At the height of the 2020 campaign, Trump was also keenly interested in all of the records relating to the government’s investigation into Russia’s interference in the 2016 election. He sent out a tweet ordering all such  documents immediately declassified. 

But when media organizations tried to gain access to the records, White House Chief of Staff Mark Meadows argued in court that the records were not instantly declassified. After he left office, Trump was unaware that the records hadn’t been declassified and angrily swore at Meadows, according to a Trump adviser.

“What the f---, Mark?” Trump screamed on the phone, according to the adviser who heard the exchange.

By the end of his presidency, Trump had come to believe that his word alone could declassify any record in any way he wanted and that he didn’t need to follow standard rules for records management. Many scholars and lawyers disagree, but they are in accord on one point: Following policies and procedures is a best practice for avoiding some of the problems Trump is now facing.

“The reason you create a paper trail is so that people can go back and say, ‘Here’s the document, here’s the memo from the White House counsel. I declassified these documents, specifically laid out on this day when I was president,’” said Charles Stimson, a senior fellow with the conservative Heritage Foundation and a former federal prosecutor.

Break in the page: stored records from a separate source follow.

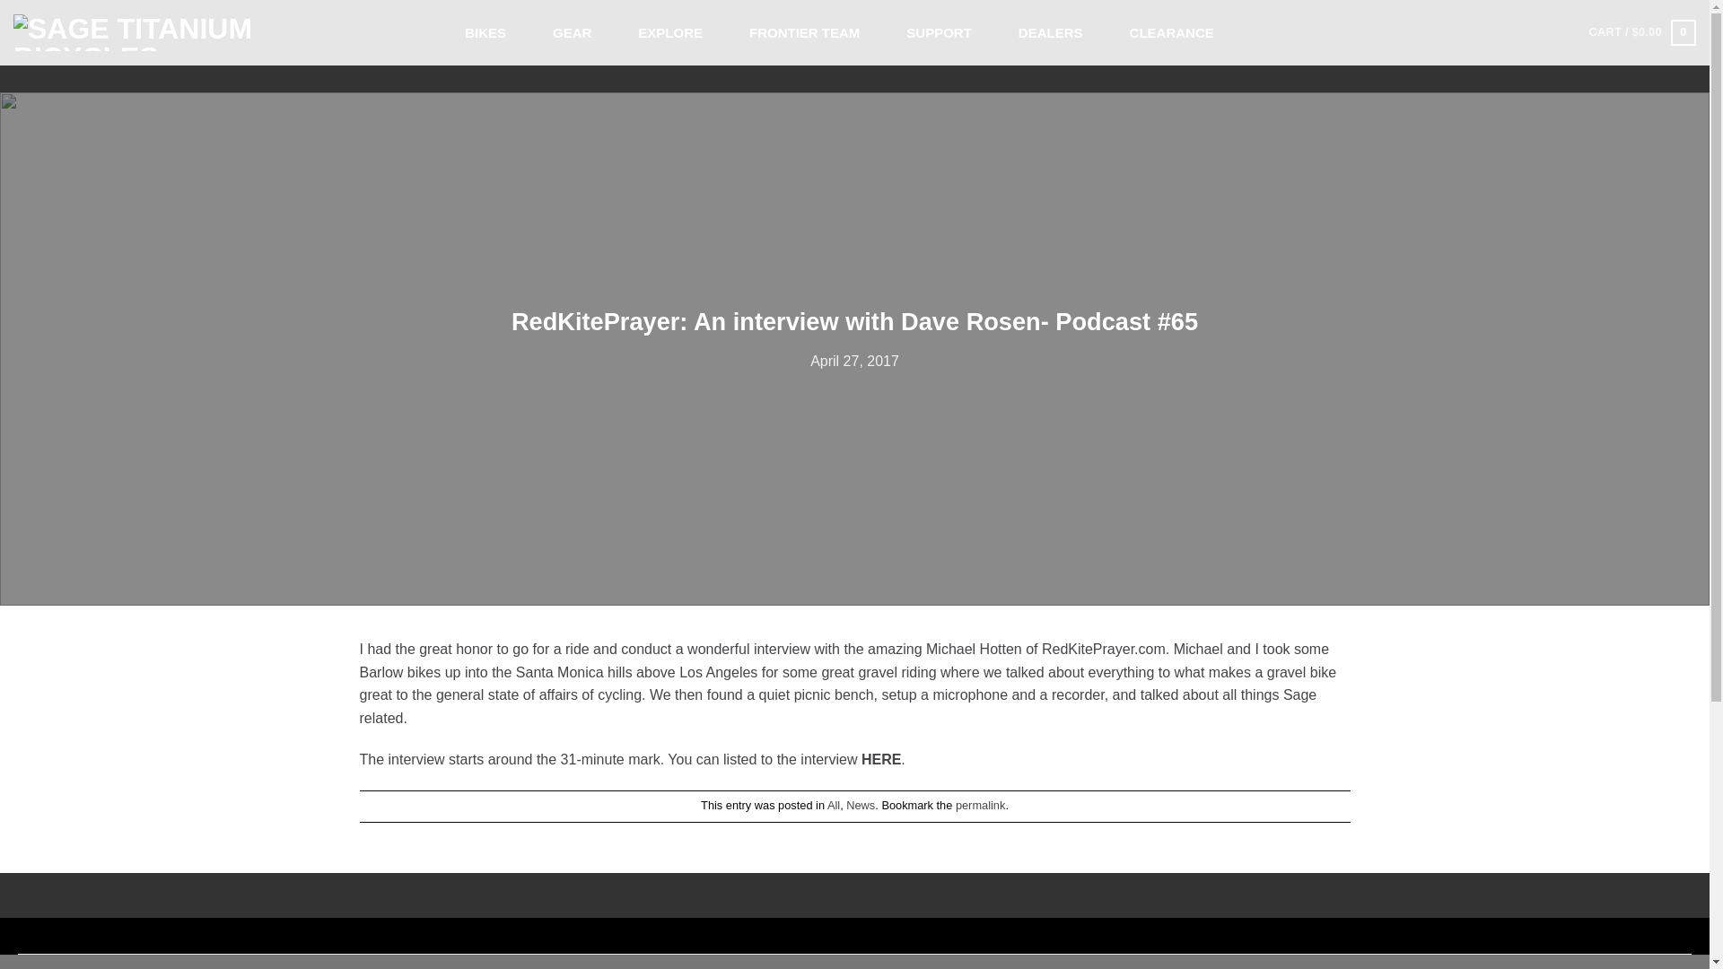 The height and width of the screenshot is (969, 1723). I want to click on SUPPORT, so click(938, 32).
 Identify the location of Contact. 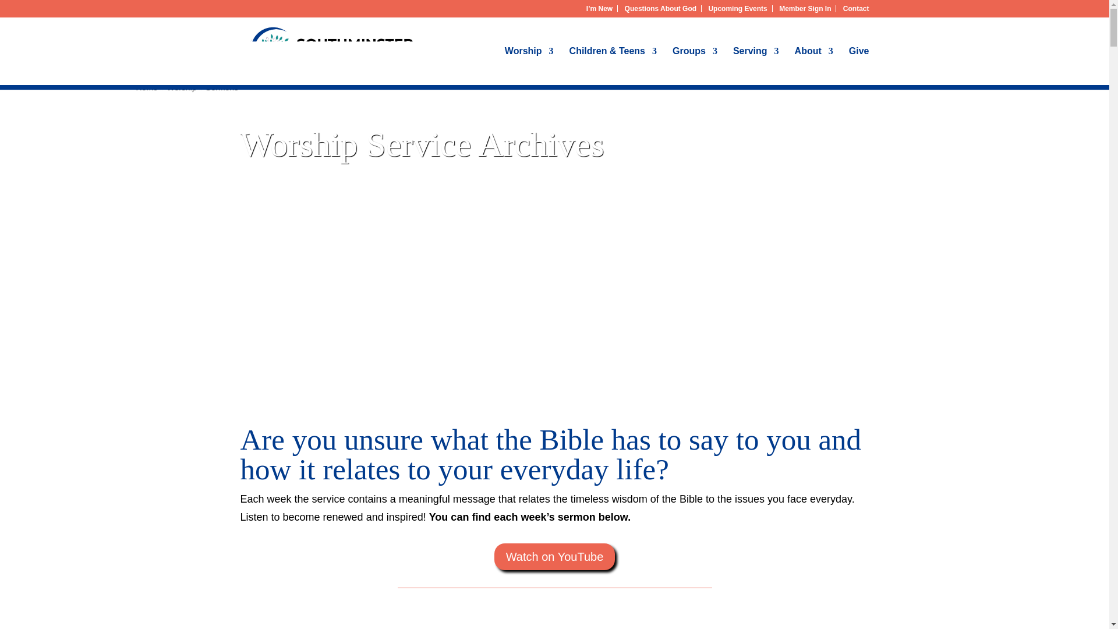
(856, 8).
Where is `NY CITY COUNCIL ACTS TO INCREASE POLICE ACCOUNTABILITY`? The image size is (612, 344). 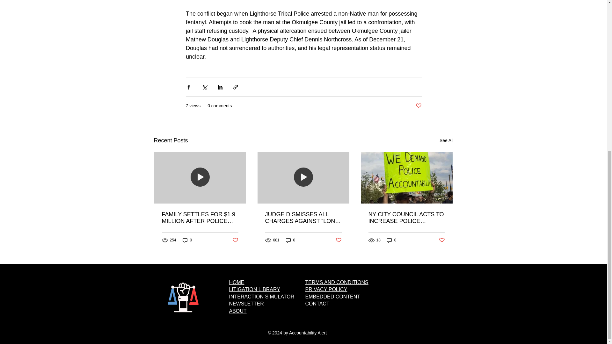 NY CITY COUNCIL ACTS TO INCREASE POLICE ACCOUNTABILITY is located at coordinates (407, 218).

“It becomes murkier when a president says, ‘I looked at a box and I declassified everything in that box.’ Technically, he can do that,” Stimson said. “But the better course of action is to identify the document, make a contemporaneous memo through the White House counsel, the chief of staff or an aide who has clearance to see those documents and have that declassification memo.”

Trump did none of that for many of the records.

In applying for the search warrant for Mar-a-Lago, the FBI cited three laws concerning federal records that don’t specifically require the documents in question to be classified, which could make it tougher for Trump to raise his defense of presidential declassification powers, according to Moss and other attorneys.

On Thursday, just hours after Garland spoke and said he had personally authorized the Mar-a-Lago search, The Washington Post reported that FBI agents were looking for classified documents related to nuclear weapons, citing people familiar with the investigation. NBC News has not independently verified The Washington Post report, and Trump denied it, though on Friday he inaccurately suggested it wouldn’t be unprecedented for a former president to possess nuclear-related documents. 

Still, even critics like Bolton say they’re not sure Trump was that careless.

“We don’t know what Trump has at Mar-a-Lago and people shouldn’t hyperventilate over it until we know more. Just because a piece of paper has the word ‘nuclear’ on it somewhere doesn’t mean it’s apocalyptic if it gets out.”